The Independent (Banjul)

Gambia: Distance Learning Receives Boost

Banjul — An agreement has been reached between the relevant parties that saw the actualization of $ 100, 000 which would go towards enhancing distance learning in the rural communities. Saying this at a workshop on primary education between experts from the United Nations Educational, Scientific and Cultural Organisation (UNESCO) and the Islamic Educational, Scientific and Cultural Organisation (ISESCO).

The Vice President and SOS for Women's Affairs, Madame Isatou Njie-Saidy admitted that primary education for all is an enormous task. 'It is multi-faced and affected by a combination of complex factors," she said, adding that the development of education has been focused on the school and the classroom.

Veep Njie-Saidy emphasized that the seemingly insurmountable case lies outside the school "where the structure of national systems of school and teacher training; relationship between the education system and the community it serves." Education, she put across, is a fundamental human right that cannot be compromised. "It must been seen as the development of the individual, the community, society and the world at large," she noted.

Education, she went on, should be given a human touch, and viewed from a universal primary education perspective "not by importing ideas and applying them indiscriminately, but by relating it to the contexts that matters," she added.

Such a forum will open the door to a similar relationship between UNESCO and ISESCO in the promotion of our goals to achieve education for all (EFA) in the Gambia and elsewhere, she stated.

Also speaking at the ceremony, the UNDP representative in The Gambia, Dr. John O. Kakonge likened education to constructing a house. "Lack of education robs society of a foundation for sustainable development," he said. Education is the essential vehicle and precursor in improving health, nutrition and productivity, he further noted.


- [EXERCISE] Identify all lines below that hold "nshoulder" and collect them.

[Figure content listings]
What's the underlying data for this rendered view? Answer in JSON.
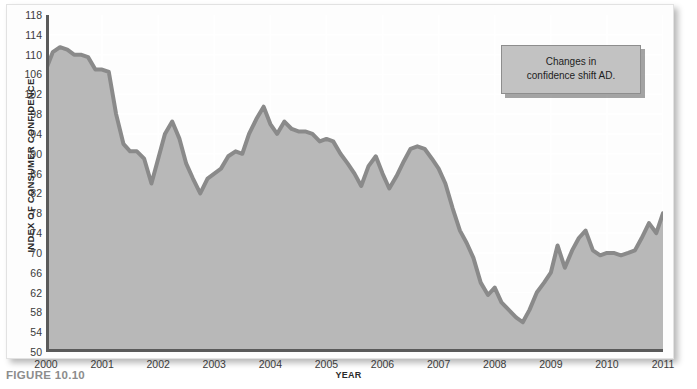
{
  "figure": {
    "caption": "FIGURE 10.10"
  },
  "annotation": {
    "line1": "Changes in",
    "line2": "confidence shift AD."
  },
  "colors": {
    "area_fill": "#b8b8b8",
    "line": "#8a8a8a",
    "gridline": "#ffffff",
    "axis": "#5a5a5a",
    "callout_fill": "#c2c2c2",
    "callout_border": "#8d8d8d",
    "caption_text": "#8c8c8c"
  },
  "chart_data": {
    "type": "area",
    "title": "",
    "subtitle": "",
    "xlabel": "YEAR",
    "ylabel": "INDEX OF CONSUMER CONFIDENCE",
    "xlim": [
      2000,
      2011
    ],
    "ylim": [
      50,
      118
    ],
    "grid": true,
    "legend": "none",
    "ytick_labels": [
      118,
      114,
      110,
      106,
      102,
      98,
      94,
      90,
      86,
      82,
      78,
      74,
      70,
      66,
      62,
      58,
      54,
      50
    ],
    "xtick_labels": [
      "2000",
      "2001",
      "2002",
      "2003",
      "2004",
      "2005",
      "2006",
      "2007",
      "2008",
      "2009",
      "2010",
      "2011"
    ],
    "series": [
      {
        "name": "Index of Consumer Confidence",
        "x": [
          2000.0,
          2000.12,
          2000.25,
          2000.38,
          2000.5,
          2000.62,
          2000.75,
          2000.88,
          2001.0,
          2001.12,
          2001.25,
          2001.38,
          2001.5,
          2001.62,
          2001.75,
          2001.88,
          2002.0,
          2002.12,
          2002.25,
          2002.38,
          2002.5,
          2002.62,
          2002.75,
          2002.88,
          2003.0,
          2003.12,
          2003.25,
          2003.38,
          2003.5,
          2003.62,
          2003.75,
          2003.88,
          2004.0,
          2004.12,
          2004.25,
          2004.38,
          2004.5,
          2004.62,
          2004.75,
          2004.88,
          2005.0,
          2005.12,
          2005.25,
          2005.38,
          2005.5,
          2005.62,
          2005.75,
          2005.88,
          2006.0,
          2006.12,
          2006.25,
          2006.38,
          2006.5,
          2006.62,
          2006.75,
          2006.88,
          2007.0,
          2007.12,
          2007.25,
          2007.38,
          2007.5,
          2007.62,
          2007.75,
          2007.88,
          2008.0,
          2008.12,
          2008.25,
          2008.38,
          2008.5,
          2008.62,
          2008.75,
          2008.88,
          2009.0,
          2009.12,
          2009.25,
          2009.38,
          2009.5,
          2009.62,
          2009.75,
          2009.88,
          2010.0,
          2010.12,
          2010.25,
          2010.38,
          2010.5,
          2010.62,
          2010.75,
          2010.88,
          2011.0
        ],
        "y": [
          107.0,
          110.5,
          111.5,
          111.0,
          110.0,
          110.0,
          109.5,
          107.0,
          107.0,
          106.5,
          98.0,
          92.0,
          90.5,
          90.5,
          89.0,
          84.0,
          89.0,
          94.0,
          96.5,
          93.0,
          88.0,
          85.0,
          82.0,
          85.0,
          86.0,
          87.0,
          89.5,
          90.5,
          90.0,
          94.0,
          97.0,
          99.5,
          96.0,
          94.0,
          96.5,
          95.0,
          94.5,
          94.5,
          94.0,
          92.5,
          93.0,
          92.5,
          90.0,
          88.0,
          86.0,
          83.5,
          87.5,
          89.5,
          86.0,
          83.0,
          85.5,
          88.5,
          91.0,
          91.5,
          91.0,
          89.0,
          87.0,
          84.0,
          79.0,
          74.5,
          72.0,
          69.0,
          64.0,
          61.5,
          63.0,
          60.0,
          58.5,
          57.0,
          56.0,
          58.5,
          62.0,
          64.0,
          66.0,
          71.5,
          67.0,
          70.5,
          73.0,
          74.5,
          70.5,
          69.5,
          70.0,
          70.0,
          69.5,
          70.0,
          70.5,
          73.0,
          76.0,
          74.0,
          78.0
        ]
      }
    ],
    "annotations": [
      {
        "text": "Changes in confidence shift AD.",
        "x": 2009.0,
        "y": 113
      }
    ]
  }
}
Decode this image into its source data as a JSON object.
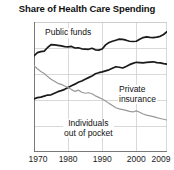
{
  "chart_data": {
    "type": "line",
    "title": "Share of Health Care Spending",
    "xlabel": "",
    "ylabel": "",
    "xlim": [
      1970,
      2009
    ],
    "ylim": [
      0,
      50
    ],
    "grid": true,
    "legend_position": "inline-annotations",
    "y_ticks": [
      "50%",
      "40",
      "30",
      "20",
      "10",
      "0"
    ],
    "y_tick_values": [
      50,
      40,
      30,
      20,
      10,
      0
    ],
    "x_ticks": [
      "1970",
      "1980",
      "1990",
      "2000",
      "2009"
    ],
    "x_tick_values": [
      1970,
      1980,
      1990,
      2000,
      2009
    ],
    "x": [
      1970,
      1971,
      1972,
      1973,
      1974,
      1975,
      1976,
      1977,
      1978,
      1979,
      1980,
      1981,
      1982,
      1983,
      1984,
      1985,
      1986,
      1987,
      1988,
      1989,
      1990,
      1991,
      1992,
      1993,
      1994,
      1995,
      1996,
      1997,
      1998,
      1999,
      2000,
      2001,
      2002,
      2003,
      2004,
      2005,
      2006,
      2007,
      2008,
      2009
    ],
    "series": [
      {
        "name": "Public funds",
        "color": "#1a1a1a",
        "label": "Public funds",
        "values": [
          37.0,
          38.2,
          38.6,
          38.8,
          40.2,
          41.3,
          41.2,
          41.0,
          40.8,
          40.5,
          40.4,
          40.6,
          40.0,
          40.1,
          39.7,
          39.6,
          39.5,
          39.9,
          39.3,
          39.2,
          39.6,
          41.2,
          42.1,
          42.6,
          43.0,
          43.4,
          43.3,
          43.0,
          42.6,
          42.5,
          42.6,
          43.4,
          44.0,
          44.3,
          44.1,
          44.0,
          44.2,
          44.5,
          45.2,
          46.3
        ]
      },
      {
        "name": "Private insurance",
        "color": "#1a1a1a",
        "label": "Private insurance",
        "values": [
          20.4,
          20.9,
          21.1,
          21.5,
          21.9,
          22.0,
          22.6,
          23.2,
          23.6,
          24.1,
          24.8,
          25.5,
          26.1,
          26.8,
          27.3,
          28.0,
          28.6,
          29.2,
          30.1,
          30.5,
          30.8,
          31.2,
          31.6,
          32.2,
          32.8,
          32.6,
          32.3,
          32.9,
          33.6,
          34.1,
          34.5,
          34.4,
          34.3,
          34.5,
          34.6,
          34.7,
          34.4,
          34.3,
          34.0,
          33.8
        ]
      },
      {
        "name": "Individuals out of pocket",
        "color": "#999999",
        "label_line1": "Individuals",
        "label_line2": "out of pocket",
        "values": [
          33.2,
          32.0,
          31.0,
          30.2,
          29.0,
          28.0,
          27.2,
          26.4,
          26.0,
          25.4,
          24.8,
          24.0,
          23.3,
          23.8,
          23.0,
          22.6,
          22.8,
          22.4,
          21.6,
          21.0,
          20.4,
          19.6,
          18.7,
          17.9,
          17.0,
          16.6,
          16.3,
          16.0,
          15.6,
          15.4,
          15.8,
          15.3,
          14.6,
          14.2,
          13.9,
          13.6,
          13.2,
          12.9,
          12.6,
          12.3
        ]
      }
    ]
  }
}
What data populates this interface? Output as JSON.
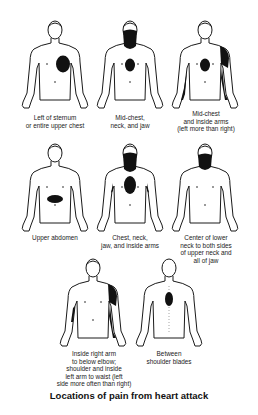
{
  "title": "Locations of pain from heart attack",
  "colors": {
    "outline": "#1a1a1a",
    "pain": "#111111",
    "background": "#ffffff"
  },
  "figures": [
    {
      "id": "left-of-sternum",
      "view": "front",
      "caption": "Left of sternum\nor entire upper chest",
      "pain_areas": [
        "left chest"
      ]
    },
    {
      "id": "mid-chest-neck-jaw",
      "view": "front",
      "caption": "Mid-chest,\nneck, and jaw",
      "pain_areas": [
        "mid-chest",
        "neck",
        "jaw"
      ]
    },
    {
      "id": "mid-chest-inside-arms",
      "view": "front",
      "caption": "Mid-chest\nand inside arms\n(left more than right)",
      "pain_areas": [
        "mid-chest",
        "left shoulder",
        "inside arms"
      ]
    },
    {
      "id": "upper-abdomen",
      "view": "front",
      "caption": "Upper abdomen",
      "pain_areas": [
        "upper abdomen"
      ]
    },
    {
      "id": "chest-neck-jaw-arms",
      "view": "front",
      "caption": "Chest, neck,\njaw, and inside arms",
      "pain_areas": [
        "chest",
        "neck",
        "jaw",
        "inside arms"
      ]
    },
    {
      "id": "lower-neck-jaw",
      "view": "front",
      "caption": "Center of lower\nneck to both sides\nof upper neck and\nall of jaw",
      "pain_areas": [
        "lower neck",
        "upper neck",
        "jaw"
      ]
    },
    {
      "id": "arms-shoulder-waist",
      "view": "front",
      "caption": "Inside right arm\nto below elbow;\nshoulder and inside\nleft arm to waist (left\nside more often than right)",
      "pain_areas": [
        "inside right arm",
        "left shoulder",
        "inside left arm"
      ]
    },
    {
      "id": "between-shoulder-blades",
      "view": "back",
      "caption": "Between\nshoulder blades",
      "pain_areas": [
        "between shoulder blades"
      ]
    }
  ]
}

- [EXERCISE ANSWER]
      "caption": "Inside right arm\nto below elbow;\nshoulder and inside\nleft arm to waist (left\nside more often than right)",
      "caption": "Between\nshoulder blades",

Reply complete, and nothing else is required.